The Females Of This Species Know Not To Mate With Deadbeat Dads

The Females Of This Species Know Not To Mate With Deadbeat Dads

To a female sand goby, this little guy could be everything she’s looking for. He has great dancing moves, good rhythm, and a fantastic burrow that looks like a fine place to leave some eggs. But before she commits to spawning, she’ll need to give his bachelor pad a sniff.

Picture: Topi Lehtonen

She’s not being a neat freak, she’s being a good mother. Female sand gobies mate with many males, leaving eggs in each burrow for the father to care for. But even though she’s spreading her eggs around, she invested a lot of energy in growing each one. It’s a bad idea to waste them. New research by ecologists at University of Turku and the University of Gothenburg, appearing this week in Biology Letters, suggests that she can use her sense of smell to tell whether a potential mate will take good care of them.

As male sand gobies attract females, they collect eggs in their burrows. The eggs need oxygen, which their father provides by fanning them with his fins. The fanning also removes wastes from around the eggs. But all that fanning also uses up energy that a male might otherwise use to attract new partners. If the male shirks his fatherly duties, he may get more females to enter his burrow — but then his developing eggs can become infected and die. Topi Lehtonen and Charlotta Kvarnemo wondered whether the condition of the eggs in a burrow could sway how females chose their mates.

They started by setting up an aquarium that gave females who were ready to mate a choice of two males. Their first tests simply identified which male the female liked better. The next experiment randomly selected one of the males and pumped water that had been exposed to infected eggs through his burrow.

Their results were startling: almost every female chose to mate with the “cleaner” male, even if she had preferred the other male before. As far as Lehtonen and Kvarnemo could tell, both males still tried their best to get the female to commit, and got her to inspect both burrows each time. But even when the males looked great and sounded great, the smell of a ‘dirty’ nest sent her packing.


The Cheapest NBN 50 Plans

It’s the most popular NBN speed in Australia for a reason. Here are the cheapest plans available.

At Gizmodo, we independently select and write about stuff we love and think you'll like too. We have affiliate and advertising partnerships, which means we may collect a share of sales or other compensation from the links on this page. BTW – prices are accurate and items in stock at the time of posting.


Work order: Track down each line below containing the string "trend" and copy it.
Supplied material: Begin
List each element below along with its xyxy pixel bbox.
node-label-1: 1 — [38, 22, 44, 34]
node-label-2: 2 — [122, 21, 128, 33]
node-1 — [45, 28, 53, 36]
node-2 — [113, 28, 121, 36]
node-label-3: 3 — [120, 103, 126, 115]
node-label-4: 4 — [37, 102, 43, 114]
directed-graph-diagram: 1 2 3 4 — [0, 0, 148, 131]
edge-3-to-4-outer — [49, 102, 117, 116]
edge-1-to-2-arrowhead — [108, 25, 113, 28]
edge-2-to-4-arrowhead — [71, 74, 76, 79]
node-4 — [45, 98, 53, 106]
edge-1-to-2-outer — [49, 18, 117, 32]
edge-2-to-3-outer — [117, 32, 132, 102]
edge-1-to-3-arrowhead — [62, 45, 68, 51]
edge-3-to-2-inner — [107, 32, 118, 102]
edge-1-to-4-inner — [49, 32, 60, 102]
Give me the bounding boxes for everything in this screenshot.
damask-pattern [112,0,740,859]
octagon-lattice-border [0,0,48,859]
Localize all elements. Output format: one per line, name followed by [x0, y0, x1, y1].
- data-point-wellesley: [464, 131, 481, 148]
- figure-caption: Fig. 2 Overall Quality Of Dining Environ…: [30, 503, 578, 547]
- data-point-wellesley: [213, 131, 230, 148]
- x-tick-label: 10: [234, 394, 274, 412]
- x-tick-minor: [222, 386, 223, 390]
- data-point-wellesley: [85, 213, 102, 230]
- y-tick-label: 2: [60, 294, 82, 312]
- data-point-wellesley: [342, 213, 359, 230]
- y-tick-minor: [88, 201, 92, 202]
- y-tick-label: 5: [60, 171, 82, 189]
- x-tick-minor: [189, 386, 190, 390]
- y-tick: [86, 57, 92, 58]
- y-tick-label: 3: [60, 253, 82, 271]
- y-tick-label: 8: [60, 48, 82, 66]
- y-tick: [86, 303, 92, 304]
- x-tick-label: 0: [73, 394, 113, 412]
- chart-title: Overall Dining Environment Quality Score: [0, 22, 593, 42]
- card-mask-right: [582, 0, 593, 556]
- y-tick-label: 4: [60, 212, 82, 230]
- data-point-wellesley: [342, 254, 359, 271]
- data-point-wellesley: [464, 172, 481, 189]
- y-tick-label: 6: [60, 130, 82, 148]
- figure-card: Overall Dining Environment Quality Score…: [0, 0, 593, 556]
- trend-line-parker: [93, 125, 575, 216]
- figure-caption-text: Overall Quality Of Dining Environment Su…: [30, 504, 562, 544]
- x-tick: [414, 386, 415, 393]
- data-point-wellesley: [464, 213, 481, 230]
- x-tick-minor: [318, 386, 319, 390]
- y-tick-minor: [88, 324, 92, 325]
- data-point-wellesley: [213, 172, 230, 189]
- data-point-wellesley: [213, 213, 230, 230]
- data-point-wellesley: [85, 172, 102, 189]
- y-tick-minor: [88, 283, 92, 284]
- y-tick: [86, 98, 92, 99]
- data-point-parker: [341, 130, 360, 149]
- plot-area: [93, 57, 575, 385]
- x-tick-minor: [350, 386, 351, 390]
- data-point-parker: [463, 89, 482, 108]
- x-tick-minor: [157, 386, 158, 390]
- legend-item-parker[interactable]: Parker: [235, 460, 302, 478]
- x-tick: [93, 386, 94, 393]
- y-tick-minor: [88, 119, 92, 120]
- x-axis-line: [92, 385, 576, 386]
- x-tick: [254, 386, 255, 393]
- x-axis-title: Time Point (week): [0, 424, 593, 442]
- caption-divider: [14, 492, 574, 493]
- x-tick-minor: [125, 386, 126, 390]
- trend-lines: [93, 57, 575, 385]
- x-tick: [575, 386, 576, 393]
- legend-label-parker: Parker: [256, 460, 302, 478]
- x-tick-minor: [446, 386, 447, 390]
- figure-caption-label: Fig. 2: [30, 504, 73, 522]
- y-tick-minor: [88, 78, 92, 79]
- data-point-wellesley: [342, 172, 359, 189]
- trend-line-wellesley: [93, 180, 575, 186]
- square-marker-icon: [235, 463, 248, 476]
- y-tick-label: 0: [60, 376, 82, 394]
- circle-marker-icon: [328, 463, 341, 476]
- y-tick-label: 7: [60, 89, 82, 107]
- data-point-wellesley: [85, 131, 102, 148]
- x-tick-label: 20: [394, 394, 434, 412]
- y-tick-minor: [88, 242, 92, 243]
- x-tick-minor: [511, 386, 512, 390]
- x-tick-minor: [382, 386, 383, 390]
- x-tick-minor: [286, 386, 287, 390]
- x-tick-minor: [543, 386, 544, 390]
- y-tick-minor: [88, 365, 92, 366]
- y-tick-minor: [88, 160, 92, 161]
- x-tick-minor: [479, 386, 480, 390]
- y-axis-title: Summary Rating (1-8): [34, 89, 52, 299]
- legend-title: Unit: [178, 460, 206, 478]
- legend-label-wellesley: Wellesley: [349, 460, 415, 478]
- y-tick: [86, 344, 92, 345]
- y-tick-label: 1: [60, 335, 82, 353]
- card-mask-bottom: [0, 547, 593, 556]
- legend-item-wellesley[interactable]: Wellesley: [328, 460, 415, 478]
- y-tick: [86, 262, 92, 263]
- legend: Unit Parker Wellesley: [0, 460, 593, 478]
Supplied material: End
Solution to this exercise:
- trend-line-parker: [93, 125, 575, 216]
- trend-lines: [93, 57, 575, 385]
- trend-line-wellesley: [93, 180, 575, 186]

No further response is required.